The crux of the problem was revealed by these periods of crisis. The Euro is incomplete in that it does not refer to a recognized common social debt. The bond of trust between European citizens and the common currency, guaranteed by a clearly identified and legitimate lender of last resort, is missing. The bond between the shared currency and sovereign Member States is indirect and moderated through an inter-governmental treaty deriving its legal force after approval by national governments.

For An Investor And Borrower Of Last Resort

The following conclusion then appears to be self-evident for lots of people: putting an end to the problems facing the Euro calls for economic policies to be coordinated at the supranational level. This logically implies the implementation of a European budgetary policy – that is to say a European political executive and, thus, a federal European state. This federal state would need to be formalised by a constitutional settlement at the same level. However, in order to be legitimate, this would require a shared sense of belonging that is lacking now.

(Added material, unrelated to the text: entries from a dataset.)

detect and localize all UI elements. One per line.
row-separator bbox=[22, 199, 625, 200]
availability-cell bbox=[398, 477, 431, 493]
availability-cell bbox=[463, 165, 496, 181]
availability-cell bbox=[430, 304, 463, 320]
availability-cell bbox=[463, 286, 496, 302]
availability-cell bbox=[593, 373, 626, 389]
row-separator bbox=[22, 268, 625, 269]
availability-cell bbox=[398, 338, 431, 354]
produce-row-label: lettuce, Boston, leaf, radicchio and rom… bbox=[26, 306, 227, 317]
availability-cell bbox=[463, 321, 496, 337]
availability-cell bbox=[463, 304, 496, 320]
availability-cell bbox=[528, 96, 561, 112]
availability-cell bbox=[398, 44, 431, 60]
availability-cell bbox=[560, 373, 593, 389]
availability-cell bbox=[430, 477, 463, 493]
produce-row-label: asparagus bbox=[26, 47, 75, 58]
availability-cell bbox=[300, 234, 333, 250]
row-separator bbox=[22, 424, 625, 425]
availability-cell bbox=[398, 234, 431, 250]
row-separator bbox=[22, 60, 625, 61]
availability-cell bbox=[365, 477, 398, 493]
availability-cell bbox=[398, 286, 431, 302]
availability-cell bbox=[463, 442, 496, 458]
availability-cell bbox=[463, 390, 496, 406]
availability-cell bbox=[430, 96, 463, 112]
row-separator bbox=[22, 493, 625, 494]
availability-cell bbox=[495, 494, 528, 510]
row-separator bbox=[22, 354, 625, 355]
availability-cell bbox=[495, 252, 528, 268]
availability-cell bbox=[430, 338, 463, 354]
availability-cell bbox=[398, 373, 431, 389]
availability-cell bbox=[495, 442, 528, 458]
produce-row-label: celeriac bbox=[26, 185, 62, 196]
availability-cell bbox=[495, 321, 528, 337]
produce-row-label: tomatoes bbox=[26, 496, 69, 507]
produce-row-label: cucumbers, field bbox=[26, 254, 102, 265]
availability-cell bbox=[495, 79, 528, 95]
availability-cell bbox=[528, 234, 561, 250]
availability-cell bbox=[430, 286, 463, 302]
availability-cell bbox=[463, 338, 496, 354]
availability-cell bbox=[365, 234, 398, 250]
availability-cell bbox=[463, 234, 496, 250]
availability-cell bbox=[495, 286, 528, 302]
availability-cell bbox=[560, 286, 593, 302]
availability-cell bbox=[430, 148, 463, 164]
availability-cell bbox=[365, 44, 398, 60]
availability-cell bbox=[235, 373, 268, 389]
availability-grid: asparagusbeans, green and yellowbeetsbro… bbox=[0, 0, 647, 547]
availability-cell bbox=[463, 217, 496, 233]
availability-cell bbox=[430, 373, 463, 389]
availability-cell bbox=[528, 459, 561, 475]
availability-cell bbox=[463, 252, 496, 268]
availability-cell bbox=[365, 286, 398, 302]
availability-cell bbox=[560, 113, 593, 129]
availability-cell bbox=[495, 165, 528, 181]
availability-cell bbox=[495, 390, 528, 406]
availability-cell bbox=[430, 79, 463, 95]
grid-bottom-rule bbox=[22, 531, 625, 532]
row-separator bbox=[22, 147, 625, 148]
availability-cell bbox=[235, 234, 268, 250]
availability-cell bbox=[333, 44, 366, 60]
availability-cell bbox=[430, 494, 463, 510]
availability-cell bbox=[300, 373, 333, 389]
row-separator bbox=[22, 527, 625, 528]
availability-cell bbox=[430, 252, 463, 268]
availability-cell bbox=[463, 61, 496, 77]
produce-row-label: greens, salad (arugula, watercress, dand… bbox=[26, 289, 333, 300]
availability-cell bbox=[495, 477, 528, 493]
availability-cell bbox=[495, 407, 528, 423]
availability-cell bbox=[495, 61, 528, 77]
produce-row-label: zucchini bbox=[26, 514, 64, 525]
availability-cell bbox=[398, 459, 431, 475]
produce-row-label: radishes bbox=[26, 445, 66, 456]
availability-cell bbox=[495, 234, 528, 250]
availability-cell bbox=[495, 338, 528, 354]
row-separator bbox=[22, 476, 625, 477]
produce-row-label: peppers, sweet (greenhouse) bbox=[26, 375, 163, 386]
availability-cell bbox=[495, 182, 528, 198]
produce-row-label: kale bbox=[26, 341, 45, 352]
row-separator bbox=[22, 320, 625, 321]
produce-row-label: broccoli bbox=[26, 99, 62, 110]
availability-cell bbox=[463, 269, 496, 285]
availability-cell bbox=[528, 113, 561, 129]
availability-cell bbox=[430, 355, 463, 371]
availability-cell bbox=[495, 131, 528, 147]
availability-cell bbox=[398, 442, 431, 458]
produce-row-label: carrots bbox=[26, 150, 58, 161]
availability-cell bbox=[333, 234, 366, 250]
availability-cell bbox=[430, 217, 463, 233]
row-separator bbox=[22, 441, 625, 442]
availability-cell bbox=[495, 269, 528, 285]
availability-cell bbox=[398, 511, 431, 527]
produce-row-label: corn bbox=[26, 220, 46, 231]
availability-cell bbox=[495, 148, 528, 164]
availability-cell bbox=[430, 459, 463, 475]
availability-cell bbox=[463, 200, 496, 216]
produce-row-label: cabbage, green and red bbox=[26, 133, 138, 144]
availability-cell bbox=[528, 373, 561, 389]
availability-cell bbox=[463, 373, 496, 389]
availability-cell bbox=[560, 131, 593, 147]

As long as this status quo remains, a legal conception of shared sovereignty is premature. Member states see the complete transfer of authority over economic policy as a forfeiture in favour of the EU (by strengthening the automatic nature of sanctions imposed by the European Commission, both legal and administrative, with the possibility of suing a Member State for breach of the fiscal rules at the European Court of Justice). Such a dispossession of sovereignty could drive some to succumb to the opposite temptation – of repatriating control over monetary authority to the national level – under deleterious pressure from nationalist forces. These nationalists are enraged by the regulatory drift that seeks to counterbalance inept government interventions: regulation of the internal market and national budgets as well as intrusion into sectoral policies. Put bluntly, control by the European Commission over budgets voted by national parliaments does not square with any conception of democracy.

It is not the legal sovereignty of the EU that needs to be explored but instead its sovereignty as a public power. The European budget weighs in at a mere 1% of the EU’s GDP and is thus incapable of exercising any form of macroeconomic stabilisation. Public investment has been abandoned and there is currently no impetus for the private sector to escape from the self-fulfilling expectations of low growth. Yet these are exactly the responsibilities of a common public power to be bequeathed with the creation of a single monetary area.

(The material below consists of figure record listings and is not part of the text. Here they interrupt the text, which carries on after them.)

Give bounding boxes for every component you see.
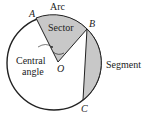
- point-c-label: C: [81, 103, 88, 114]
- central-angle-label-line1: Central: [16, 55, 46, 66]
- circle-diagram: Arc Sector Segment Central angle A B C O: [0, 0, 150, 120]
- arc-label: Arc: [50, 1, 66, 12]
- pointer-dot: [51, 46, 53, 48]
- point-a-label: A: [28, 8, 36, 19]
- sector-label: Sector: [48, 22, 74, 33]
- central-angle-label-line2: angle: [22, 66, 44, 77]
- segment-label: Segment: [106, 59, 141, 70]
- point-o-label: O: [57, 63, 64, 74]
- point-b-label: B: [89, 18, 95, 29]
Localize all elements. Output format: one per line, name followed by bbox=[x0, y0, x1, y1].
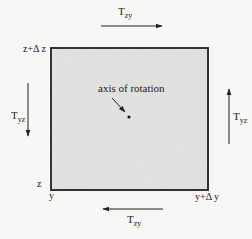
shear-stress-diagram: Tzy Tzy Tyz Tyz z+Δ z z y y+Δ y axis of … bbox=[0, 0, 252, 239]
bottom-force-symbol: T bbox=[127, 213, 134, 225]
top-force-symbol: T bbox=[118, 5, 125, 17]
axis-of-rotation-dot bbox=[127, 115, 130, 118]
bottom-left-y-label: y bbox=[49, 191, 54, 201]
top-force-subscript: zy bbox=[125, 11, 133, 20]
bottom-right-corner-label: y+Δ y bbox=[195, 192, 219, 202]
axis-of-rotation-label: axis of rotation bbox=[98, 83, 165, 94]
top-force-label: Tzy bbox=[118, 6, 132, 20]
diagram-graphics bbox=[0, 0, 252, 239]
top-left-corner-label: z+Δ z bbox=[23, 44, 46, 54]
left-force-label: Tyz bbox=[11, 110, 25, 124]
bottom-force-subscript: zy bbox=[134, 219, 142, 228]
left-force-symbol: T bbox=[11, 109, 18, 121]
left-force-subscript: yz bbox=[18, 115, 26, 124]
right-force-subscript: yz bbox=[240, 116, 248, 125]
bottom-left-z-label: z bbox=[37, 179, 41, 189]
fluid-element bbox=[51, 48, 208, 190]
bottom-force-label: Tzy bbox=[127, 214, 141, 228]
right-force-label: Tyz bbox=[233, 111, 247, 125]
right-force-symbol: T bbox=[233, 110, 240, 122]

The EU requires an investor and a borrower of last resort. The European economy, threatened by secular stagnation, urgently needs a large stimulus package of loans and investment (from the EU acting as a public power) that Member States are not prepared to take on by themselves given their European-ordained obligations to curb their budgets. The confluence of climate change and the threat of stagnation offers EU Member States a golden opportunity to put in place a common policy that will stimulate innovation in myriad fields ranging from the energy and transport sectors through sustainable renovation to land restoration via the circular economy.

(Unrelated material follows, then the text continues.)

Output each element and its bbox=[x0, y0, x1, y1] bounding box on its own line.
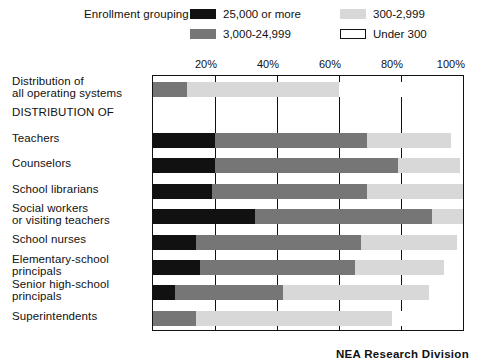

There will not be a European people – viz a European society that adopts shared public debt – and, by extension, a bona fide European democracy, until the total volume of the European budget or, more specifically European public debt, surpasses the threshold that would transform the EU from a regulatory machine into a fully-fledged and legitimate democratic power.

* This opinion paper was formerly published in Social Europe, the 11 September 2015.

Michel Aglietta

Professeur émérite à l’Université Paris Ouest et conseiller scientifique au CEPII et à France Stratégie.